Thursday, February 09, 2023

MOSES, ELIJAH, AND JESUS

The Gospel Readings since the end of January have been on Matthew's "Sermon on the Mount," particularly Chapter 5. "The Law and the Prophets" serves as a hermeneutical key when reading these passages.


My Jewish teachers in graduate school taught us that one of the best ways to understand the Hebrew Bible--especially the Law (Genesis to Deuteronomy) and the Prophets (Joshua, Judges, Samuel, Kings, Isaiah, Jeremiah, Ezekiel, and the Twelve [Hosea to Malachi])--is to focus on who speaks for God in these traditions.

In the Law, God speaks through Moses. In the Prophets, God speaks through Elijah (and Elisha, Deborrah, Samuel, and the rest of the prophets). In our lection (and in the gospels), God speaks through Jesus.

My friends, God speaks through anyone God chooses. God especially speaks through those whose lives proclaim good news to the poor, freedom for the prisoners, recovery of sight for the blind, liberation for the oppressed, and God's Jubilee of justice!

Lest we forget: Moses, Elijah, and Jesus are not, and never have been, Christians. Those of us who take pride in calling ourselves Christian should stop thinking that we have exclusive access to God.

*art, "Sermon on the Mount (2010)," by Laura James (from the vanderbilt divinity library digital archives).

Thursday, February 02, 2023

Salt, Light, and a Grain of Wheat

Two of the most popular metaphors for the church come from Paul. When you ask people what the church is, most of them will respond with "Body of Christ" or "Bride of Christ."


There are actually more metaphors and three of the most powerful come from Jesus. Salt. Light. And a grain of wheat. The first two come from Sunday's Matthean lection. The third is Johannine. We have heard so many homilies about these three. We are the salt of the earth, we give flavor to life. We are the light of the world, we push away the darkness. We are a grain of wheat, we need to bear fruit... We feel good about being salt, light, and a grain of wheat.

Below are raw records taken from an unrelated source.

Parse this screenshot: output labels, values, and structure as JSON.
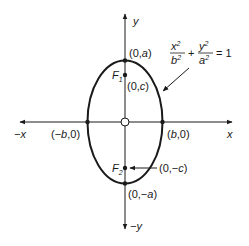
{
  "diagram": {
    "type": "ellipse-vertical-major-axis",
    "equation": {
      "x_num": "x",
      "x_exp": "2",
      "x_den": "b",
      "x_den_exp": "2",
      "plus": "+",
      "y_num": "y",
      "y_exp": "2",
      "y_den": "a",
      "y_den_exp": "2",
      "equals": "= 1"
    },
    "axes": {
      "pos_x": "x",
      "neg_x": "−x",
      "pos_y": "y",
      "neg_y": "−y"
    },
    "points": {
      "top_vertex": "(0,a)",
      "bottom_vertex": "(0,−a)",
      "focus1_coord": "(0,c)",
      "focus2_coord": "(0,−c)",
      "right_covertex": "(b,0)",
      "left_covertex": "(−b,0)",
      "origin": "O"
    },
    "foci": {
      "f1_letter": "F",
      "f1_sub": "1",
      "f2_letter": "F",
      "f2_sub": "2"
    },
    "colors": {
      "stroke": "#1a1a1a",
      "background": "#ffffff"
    }
  }
}
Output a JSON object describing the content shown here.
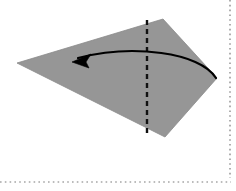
{
  "figure": {
    "canvas": {
      "width": 236,
      "height": 191,
      "background": "#ffffff"
    },
    "paper": {
      "name": "folded paper shape",
      "fill": "#969696",
      "stroke": "#8a8a8a",
      "outline_points": "17,63 163,19 217,78 165,137",
      "vertices": [
        {
          "label": "left point",
          "x": 17,
          "y": 63
        },
        {
          "label": "top point",
          "x": 163,
          "y": 19
        },
        {
          "label": "right point",
          "x": 217,
          "y": 78
        },
        {
          "label": "bottom point",
          "x": 165,
          "y": 137
        }
      ]
    },
    "fold_line": {
      "name": "vertical valley fold crease",
      "style": "dashed",
      "color": "#111111",
      "width": 2.4,
      "dash_pattern": "5,4",
      "x1": 147,
      "y1": 20,
      "x2": 147,
      "y2": 136
    },
    "fold_arrow": {
      "name": "curved fold direction arrow",
      "color": "#000000",
      "width": 2.2,
      "direction": "right-to-left",
      "path": "M 216,78 C 200,52 132,44 78,58",
      "head_tip": {
        "x": 72,
        "y": 62
      },
      "head_points": "72,62 91,54 86,62 89,68"
    },
    "borders": {
      "name": "page guide dotted rules",
      "color": "#7a7a7a",
      "dash_pattern": "1.6,3.2",
      "width": 1.2,
      "right": {
        "x": 230,
        "y1": 0,
        "y2": 178
      },
      "bottom": {
        "y": 182,
        "x1": 0,
        "x2": 231
      }
    }
  }
}
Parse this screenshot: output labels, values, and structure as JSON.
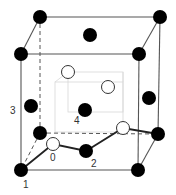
{
  "diagram": {
    "type": "crystal unit cell",
    "colors": {
      "edge": "#555555",
      "inner_edge": "#d8d8d8",
      "filled_atom": "#000000",
      "open_atom_fill": "#ffffff",
      "open_atom_stroke": "#333333",
      "label": "#333333"
    },
    "labels": {
      "l0": "0",
      "l1": "1",
      "l2": "2",
      "l3": "3",
      "l4": "4"
    },
    "filled_atoms": [
      {
        "name": "corner-back-top-left",
        "x": 40,
        "y": 17
      },
      {
        "name": "corner-back-top-right",
        "x": 160,
        "y": 17
      },
      {
        "name": "corner-front-top-left",
        "x": 21,
        "y": 54
      },
      {
        "name": "corner-front-top-right",
        "x": 139,
        "y": 54
      },
      {
        "name": "corner-back-bottom-left",
        "x": 40,
        "y": 133
      },
      {
        "name": "corner-back-bottom-right",
        "x": 158,
        "y": 134
      },
      {
        "name": "corner-front-bottom-left",
        "x": 21,
        "y": 170
      },
      {
        "name": "corner-front-bottom-right",
        "x": 138,
        "y": 170
      },
      {
        "name": "face-top",
        "x": 90,
        "y": 35
      },
      {
        "name": "face-left",
        "x": 31,
        "y": 106
      },
      {
        "name": "face-right",
        "x": 149,
        "y": 98
      },
      {
        "name": "center-4",
        "x": 85,
        "y": 110
      },
      {
        "name": "face-bottom-2",
        "x": 86,
        "y": 151
      }
    ],
    "open_atoms": [
      {
        "name": "interstitial-upper-left",
        "x": 68,
        "y": 72
      },
      {
        "name": "interstitial-upper-right",
        "x": 108,
        "y": 87
      },
      {
        "name": "interstitial-0",
        "x": 53,
        "y": 144
      },
      {
        "name": "interstitial-lower-right",
        "x": 123,
        "y": 128
      }
    ]
  }
}
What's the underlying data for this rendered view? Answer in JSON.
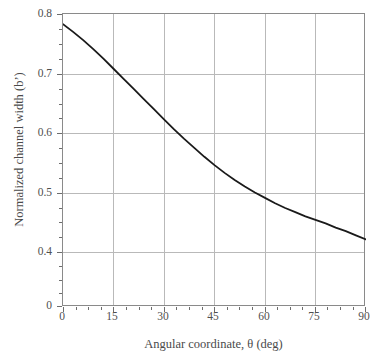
{
  "chart_data": {
    "type": "line",
    "title": "",
    "xlabel": "Angular coordinate, θ (deg)",
    "ylabel": "Normalized channel width (bʼ)",
    "xlim": [
      0,
      90
    ],
    "ylim": [
      0,
      0.8
    ],
    "grid": true,
    "legend": false,
    "xticks": [
      0,
      15,
      30,
      45,
      60,
      75,
      90
    ],
    "xtick_labels": [
      "0",
      "15",
      "30",
      "45",
      "60",
      "75",
      "90"
    ],
    "yticks": [
      0.8,
      0.7,
      0.6,
      0.5,
      0.4,
      0.0
    ],
    "ytick_labels": [
      "0.8",
      "0.7",
      "0.6",
      "0.5",
      "0.4",
      "0"
    ],
    "x_minor_interval": 3.75,
    "y_minor_interval": 0.025,
    "series": [
      {
        "name": "Normalized channel width",
        "color": "#1a1a1a",
        "x": [
          0,
          3,
          6,
          9,
          12,
          15,
          18,
          21,
          24,
          27,
          30,
          33,
          36,
          39,
          42,
          45,
          48,
          51,
          54,
          57,
          60,
          63,
          66,
          69,
          72,
          75,
          78,
          81,
          84,
          87,
          90
        ],
        "values": [
          0.783,
          0.77,
          0.756,
          0.741,
          0.725,
          0.708,
          0.691,
          0.674,
          0.657,
          0.64,
          0.623,
          0.606,
          0.59,
          0.575,
          0.56,
          0.546,
          0.533,
          0.521,
          0.51,
          0.5,
          0.491,
          0.482,
          0.474,
          0.467,
          0.46,
          0.454,
          0.448,
          0.441,
          0.435,
          0.428,
          0.421
        ]
      }
    ],
    "annotations": [
      {
        "text": "curve crosses 0.70 near θ = 15°"
      },
      {
        "text": "curve crosses 0.60 near θ = 33°"
      },
      {
        "text": "curve crosses 0.50 near θ = 57°"
      }
    ]
  },
  "axes": {
    "x_title": "Angular coordinate, θ (deg)",
    "y_title": "Normalized channel width (bʼ)",
    "x_labels": [
      "0",
      "15",
      "30",
      "45",
      "60",
      "75",
      "90"
    ],
    "y_labels": [
      "0.8",
      "0.7",
      "0.6",
      "0.5",
      "0.4",
      "0"
    ]
  },
  "style": {
    "frame_color": "#8a8a8a",
    "grid_color": "#b9b9b9",
    "curve_color": "#1a1a1a",
    "text_color": "#4a4a4a",
    "background": "#ffffff"
  }
}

We are so comfortable with these interpretations we miss what those metaphors demand from us: all require self-sacrifice, all require emptying, all require death...

Salt dissolves. Light burns out. And "unless a grain of wheat falls into the earth and dies, it remains just a single grain; but if it dies, it bears much fruit."

We should never forget what Jesus commands us: "No one has greater love than this, to lay down one's life for one's friends." We should never forget what his earliest disciples remind us: "We know love by this, that he laid down his life for us—and we ought to lay down our lives for one another."

We should never, ever, forget that we follow a Crucified and Risen Lord. There is no Resurrection without the Crucifixion.

When Christ calls us, he bids us come and die.+

*art, "Shine," by Mike Moyers (from the Vanderbilt Divinity Library digital archives).  
+Deitrich Bonhoeffer


Saturday, January 28, 2023

BLESSED ARE THE POOR

The Greek word for poor is "ptochos--" people who are destitute, people who are so poor that begging and stealing become options for them to survive. They are drowning in misery.

War, slavery, and indebtedness leave people widows and orphans and strangers. War, slavery, and indebtedness leave people destitute, displaced, and dispossessed.

The Hebrew Bible, over and over and over, challenged the Ancient Israelites and Judahites to care for widows, orphans, and strangers. War, slavery, and indebtedness were all part of the structures and systems of evil that made the rich richer and the poor miserable.

During the time of Jesus, the 1% owned and controlled the land and practically everything else. Half of the population was slowly starving to death. Life expectancy was 28 years.

The poor that Matthew talks about are people who have to beg God in prayer to give them today the food they need because that's how they get to tomorrow.

There are people who love to pray this prayer while they have cupboards--or even storehouses--of food enough for a week, a month, a year, or longer.

These people are not poor. They should stop praying the prayer.



*art, "The Sermon on the Mount," JESUS MAFA (from the vanderbilt diviniyt library digital archives).